I’ve never heard her so enraged before. She certainly didn’t react so angrily the last two times the police came to take us away for 4 June. Six weeks ago, she stood outside the Zhongnanhai government compound with 10,000 fellow practitioners for six hours, and returned a different person. She probably feels just like we did at the beginning of the student movement. When people become part of a group, they find a courage they never knew they possessed before.

‘In fact, the clampdown on Falun Gong has already begun,’ the female officer says, following my mother into the bedroom. ‘The police have begun scouring the city’s hotels, rounding up Falun Gong members who’ve travelled up from the provinces. We’ll be turning on the Beijing practitioners soon. We’ve placed you under surveillance all these years because of your son’s involvement in the student movement. But this time it’s your membership of the cult that worries us… We’ve heard that Falun Gong members are planning to stage a mass suicide in the Fragrant Hills on the birthday of your leader, Li Hongzhi. You can’t expect the government to sit back and do nothing.’

‘A mass suicide? That’s absurd! All we Falun Gong practitioners want is to cultivate our energies so that one day we’ll achieve immortality and fly into the sky. None of us wants to kill ourselves.’ My mother moves closer to the woman and asks, ‘Who are those two male officers? I haven’t seen them before.’

‘They’ve been sent by the municipal public security bureau. They’re dealing with your files now…’

‘A nurse comes twice a week to look after my son. I’ve already paid her fees upfront. You can’t expect us to leave like this at the drop of a hat…’
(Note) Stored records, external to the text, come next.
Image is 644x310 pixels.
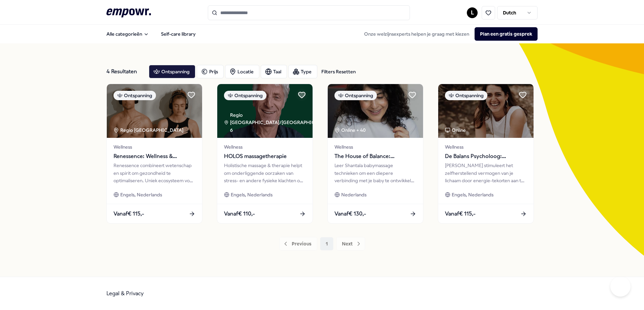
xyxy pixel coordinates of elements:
[225,65,259,79] button: Locatie
[334,162,416,184] div: Leer Shantala babymassage technieken om een diepere verbinding met je baby te ontwikkelen en hun ...
[106,84,202,224] a: package imageOntspanningRegio [GEOGRAPHIC_DATA] WellnessRenessence: Wellness & MindfulnessRenesse...
[106,65,144,79] div: 4 Resultaten
[452,191,493,198] span: Engels, Nederlands
[327,84,424,224] a: package imageOntspanningOnline + 40WellnessThe House of Balance: Babymassage aan huisLeer Shantal...
[224,162,306,184] div: Holistische massage & therapie helpt om onderliggende oorzaken van stress- en andere fysieke klac...
[445,127,466,134] div: Online
[475,27,538,41] button: Plan een gratis gesprek
[224,91,267,100] div: Ontspanning
[445,143,527,151] span: Wellness
[467,7,478,18] button: L
[445,152,527,161] span: De Balans Psycholoog: [PERSON_NAME]
[101,27,154,41] button: Alle categorieën
[610,276,630,297] iframe: Help Scout Beacon - Open
[445,162,527,184] div: [PERSON_NAME] stimuleert het zelfherstellend vermogen van je lichaam door energie-tekorten aan te...
[359,27,538,41] div: Onze welzijnsexperts helpen je graag met kiezen
[328,84,423,138] img: package image
[341,191,367,198] span: Nederlands
[224,210,255,218] span: Vanaf € 110,-
[289,65,317,79] button: Type
[114,162,196,184] div: Renessence combineert wetenschap en spirit om gezondheid te optimaliseren. Uniek ecosysteem voor ...
[445,91,487,100] div: Ontspanning
[334,127,366,134] div: Online + 40
[334,91,377,100] div: Ontspanning
[334,152,416,161] span: The House of Balance: Babymassage aan huis
[217,84,313,224] a: package imageOntspanningRegio [GEOGRAPHIC_DATA]/[GEOGRAPHIC_DATA] + 6WellnessHOLOS massagetherapi...
[121,191,162,198] span: Engels, Nederlands
[230,191,272,198] span: Engels, Nederlands
[208,6,410,20] input: Search for products, categories or subcategories
[224,143,306,151] span: Wellness
[321,68,355,75] div: Filters Resetten
[114,143,196,151] span: Wellness
[197,65,224,79] button: Prijs
[217,84,312,138] img: package image
[107,84,202,138] img: package image
[156,27,201,41] a: Self-care library
[114,210,144,218] span: Vanaf € 115,-
[224,152,306,161] span: HOLOS massagetherapie
[101,27,201,41] nav: Main
[114,152,196,161] span: Renessence: Wellness & Mindfulness
[260,65,287,79] button: Taal
[149,65,196,79] button: Ontspanning
[438,84,533,138] img: package image
[334,210,366,218] span: Vanaf € 130,-
[438,84,534,224] a: package imageOntspanningOnlineWellnessDe Balans Psycholoog: [PERSON_NAME][PERSON_NAME] stimuleert...
[445,210,475,218] span: Vanaf € 115,-
[334,143,416,151] span: Wellness
[106,290,144,297] a: Legal & Privacy
[114,91,156,100] div: Ontspanning
[224,111,335,134] div: Regio [GEOGRAPHIC_DATA]/[GEOGRAPHIC_DATA] + 6
[114,127,184,134] div: Regio [GEOGRAPHIC_DATA]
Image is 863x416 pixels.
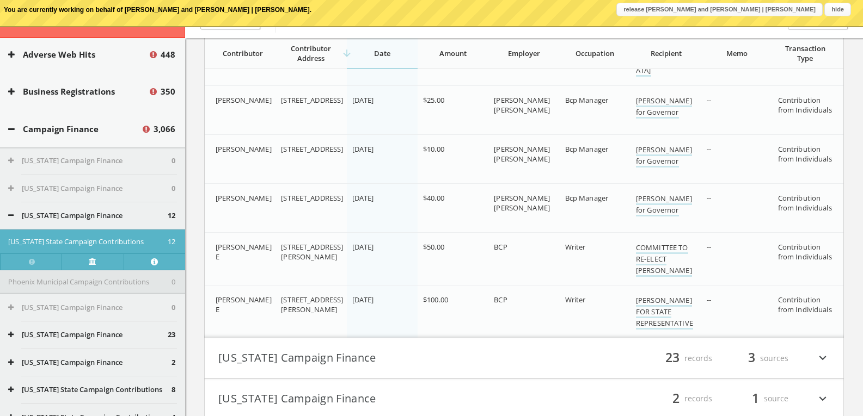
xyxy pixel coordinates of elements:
span: [DATE] [352,193,374,203]
span: $10.00 [423,144,444,154]
a: Verify at source [62,254,123,270]
button: Business Registrations [8,85,148,98]
span: Contribution from Individuals [778,144,832,164]
button: hide [824,3,851,16]
span: [STREET_ADDRESS] [281,193,343,203]
div: sources [723,349,788,368]
span: [PERSON_NAME] [PERSON_NAME] [494,193,550,213]
span: Contributor Address [291,44,331,63]
button: [US_STATE] Campaign Finance [218,390,524,408]
span: -- [706,144,711,154]
span: BCP [494,242,507,252]
span: Contribution from Individuals [778,242,832,262]
span: 2 [171,358,175,368]
span: 8 [171,385,175,396]
span: Contribution from Individuals [778,95,832,115]
span: [DATE] [352,242,374,252]
span: -- [706,193,711,203]
span: [STREET_ADDRESS][PERSON_NAME] [281,242,343,262]
span: Bcp Manager [565,95,608,105]
span: 448 [161,48,175,61]
span: $25.00 [423,95,444,105]
a: MARICOPA COUNTY [DEMOGRAPHIC_DATA] [636,32,698,77]
span: [DATE] [352,295,374,305]
i: expand_more [815,349,830,368]
button: [US_STATE] Campaign Finance [218,349,524,368]
span: 0 [171,303,175,314]
span: Bcp Manager [565,144,608,154]
span: BCP [494,295,507,305]
button: [US_STATE] Campaign Finance [8,358,171,368]
div: records [647,349,712,368]
span: 1 [747,389,764,408]
span: Memo [726,48,747,58]
button: [US_STATE] Campaign Finance [8,211,168,222]
button: [US_STATE] Campaign Finance [8,183,171,194]
span: [PERSON_NAME] E [216,242,272,262]
div: source [723,390,788,408]
span: [PERSON_NAME] [PERSON_NAME] [494,144,550,164]
button: [US_STATE] State Campaign Contributions [8,237,168,248]
button: [US_STATE] Campaign Finance [8,330,168,341]
button: [US_STATE] State Campaign Contributions [8,385,171,396]
span: Recipient [650,48,681,58]
span: [STREET_ADDRESS] [281,95,343,105]
span: Bcp Manager [565,193,608,203]
button: Campaign Finance [8,123,141,136]
button: Phoenix Municipal Campaign Contributions [8,277,171,288]
button: [US_STATE] Campaign Finance [8,156,171,167]
span: [PERSON_NAME] [216,144,272,154]
div: records [647,390,712,408]
span: 12 [168,237,175,248]
span: 0 [171,156,175,167]
span: Occupation [575,48,614,58]
a: COMMITTEE TO RE-ELECT [PERSON_NAME] [636,243,692,277]
span: [STREET_ADDRESS][PERSON_NAME] [281,295,343,315]
b: You are currently working on behalf of [PERSON_NAME] and [PERSON_NAME] | [PERSON_NAME]. [4,6,311,14]
span: 2 [667,389,684,408]
span: [PERSON_NAME] [PERSON_NAME] [494,95,550,115]
span: 350 [161,85,175,98]
span: -- [706,95,711,105]
span: $40.00 [423,193,444,203]
span: 12 [168,211,175,222]
button: [US_STATE] Campaign Finance [8,303,171,314]
span: [DATE] [352,144,374,154]
a: [PERSON_NAME] FOR STATE REPRESENTATIVE [636,296,693,330]
span: Writer [565,295,586,305]
span: 23 [660,349,684,368]
span: [PERSON_NAME] E [216,295,272,315]
span: 23 [168,330,175,341]
span: Contribution from Individuals [778,295,832,315]
span: Contributor [223,48,263,58]
span: -- [706,295,711,305]
span: 3,066 [153,123,175,136]
span: Writer [565,242,586,252]
span: Amount [439,48,466,58]
a: [PERSON_NAME] for Governor [636,96,692,119]
span: 0 [171,183,175,194]
span: [DATE] [352,95,374,105]
span: Contribution from Individuals [778,193,832,213]
button: release [PERSON_NAME] and [PERSON_NAME] | [PERSON_NAME] [616,3,822,16]
span: $50.00 [423,242,444,252]
span: Employer [508,48,540,58]
span: $100.00 [423,295,448,305]
span: [PERSON_NAME] [216,193,272,203]
i: expand_more [815,390,830,408]
span: [PERSON_NAME] [216,95,272,105]
button: Adverse Web Hits [8,48,148,61]
i: arrow_downward [341,48,352,59]
span: 0 [171,277,175,288]
a: [PERSON_NAME] for Governor [636,145,692,168]
span: [STREET_ADDRESS] [281,144,343,154]
span: -- [706,242,711,252]
span: Transaction Type [785,44,825,63]
span: 3 [743,349,760,368]
a: [PERSON_NAME] for Governor [636,194,692,217]
span: Date [374,48,390,58]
While I listen to the commotion, I see Nuwa standing at the foot of the national flagpole on Tiananmen Square, commanding us all to sing along with her: ‘ Don’t be sad! The flag of the Republic will be stained with our blood …’ She was wearing a thin white T-shirt. You could see her red bra underneath. It was dawn, and a crowd had gathered round the pole to watch the daily flag-raising ceremony. We didn’t feel the cold of the morning air. During those last few days in the Square, we always seemed to be singing ‘The Bloodstained Spirit’. There was a large vat of egg soup on the back of a tricycle cart beside me. A woman was ladling out bowls to a long queue of students. She’d come to the Square with the motorcyclists of the Flying Tigers brigade. At first glance, I thought she was Lulu. She had the same short, permed hair and flowery nylon shirt. Perhaps that’s why the smell of her egg soup remains so vivid in my mind.

The sparrow suddenly plops onto my chest, digs its claws into my skin and lets out a shrill cry.

‘… The army’s about to roll in and you’re still worrying about your stupid opening ceremony. It’s too late for that now.’ This was Big Chan speaking. His feminine mouth was rosy and his eyes were sparkling. He was wearing a cotton glove on his left hand to protect his long nails. He would only remove the glove when he went into his tent to strum a few tunes on his guitar. He was very popular. Even when he was asleep, there was always a cluster of friends around him. He and I were walking towards the Goddess of Democracy. If we’d known the dawn that was breaking was the last one we’d ever see, perhaps we would have looked a little longer at the beautiful grey glow in the distance.

The officers have carried me downstairs and put me in the back of their van. My mother jumps up and says, ‘Wait a minute. His bedpan! I forgot it last time, and had to put him in nappies every day.’